Sunday, October 17, 2010

Convenient Love (Tim)

I agree with Tyson that the relationships in The Great Gatsby are fake, and only exist to serve some other motive. As Tyson points out: Tom uses his relationships for his own sense of importance, Daisy uses Tom to avoid her feelings for Gatsby, and Gatsby uses Daisy as a goal: Social class personified. Tom is obviously not in love with either Myrtle or Daisy. The fact that he needs another woman is proof that he doesn't love Daisy, and lying about her religion is proof he does not love Myrtle. Myrtle loves Tom only as an escape from poverty, demonstrated by her disgust in the fact that "[Wilson] borrowed somebody’s best suit to get married in" (chapter 2).

More than just Tom's relationships are false. Gatsby is not really in love with Daisy at all, he is in love with the high-class that she represents.

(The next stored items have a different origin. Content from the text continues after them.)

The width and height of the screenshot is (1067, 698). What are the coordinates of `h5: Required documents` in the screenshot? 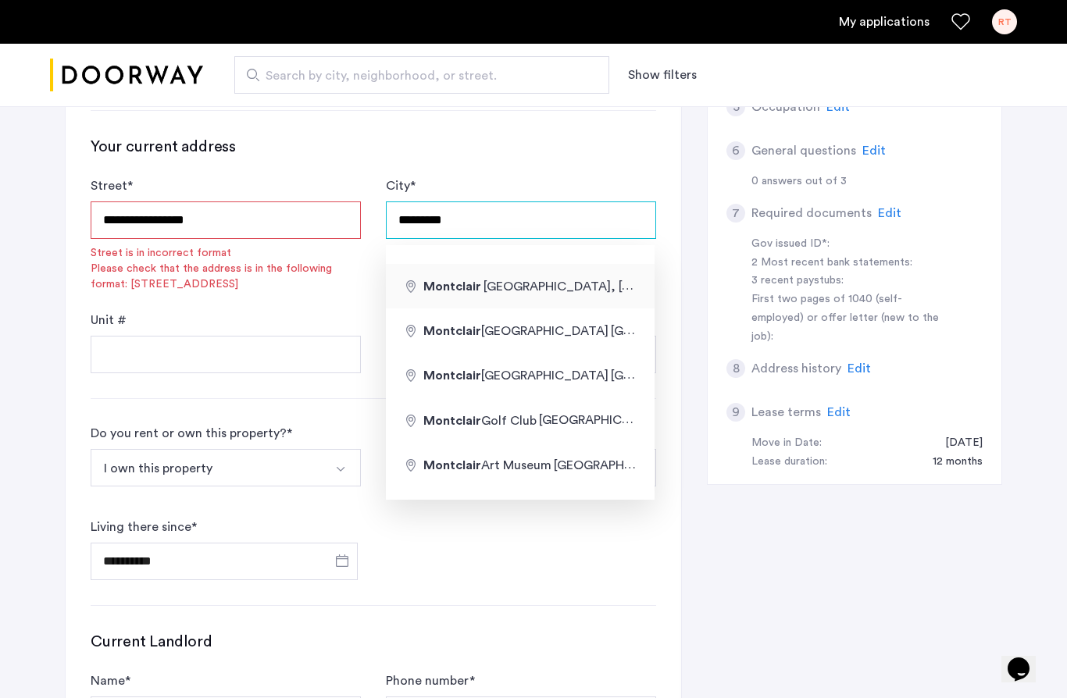 It's located at (811, 213).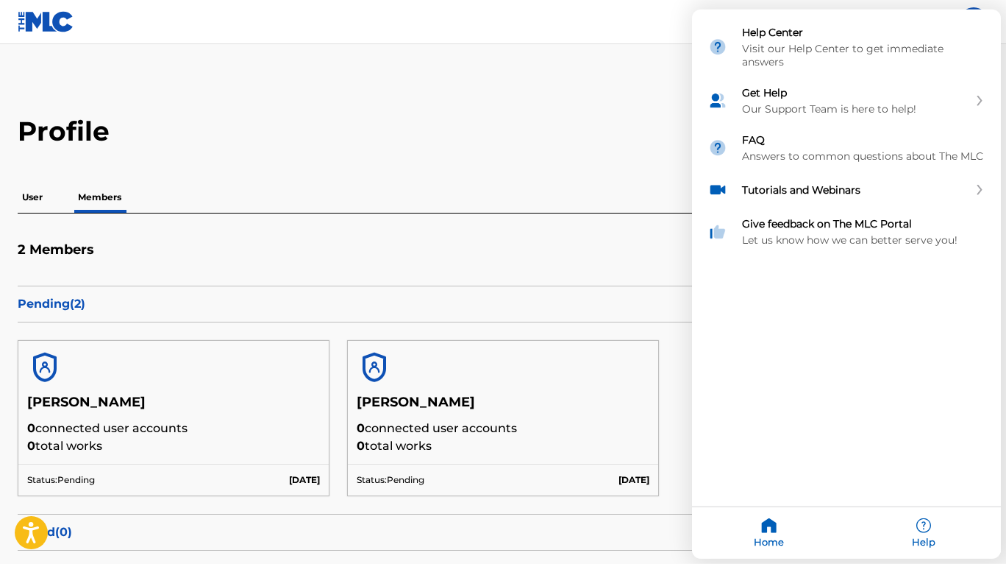 The height and width of the screenshot is (564, 1006). Describe the element at coordinates (864, 240) in the screenshot. I see `div: Let us know how we can better serve you!` at that location.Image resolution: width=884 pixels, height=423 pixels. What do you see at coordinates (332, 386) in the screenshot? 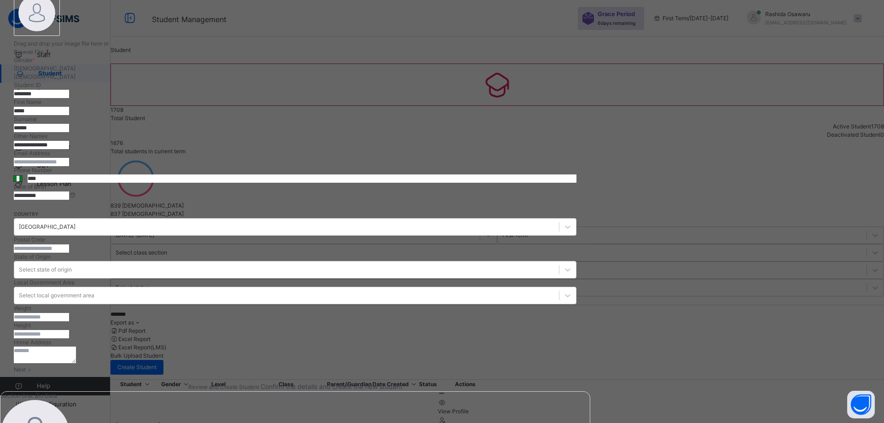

In fact, passion is absent from Gatsby and Daisy's relationship, as Nick says in Chapter 8: "[Gatsby] felt married to [Daisy], that was all."

Tyson's psychoanalysis made me see Gatsby's love for Daisy as less than what I had previously perceived it to be. I had thought that theirs was the type of true love talked about in Disney movies. Now I see it as little more than a facade, used to hide true emotional handicaps.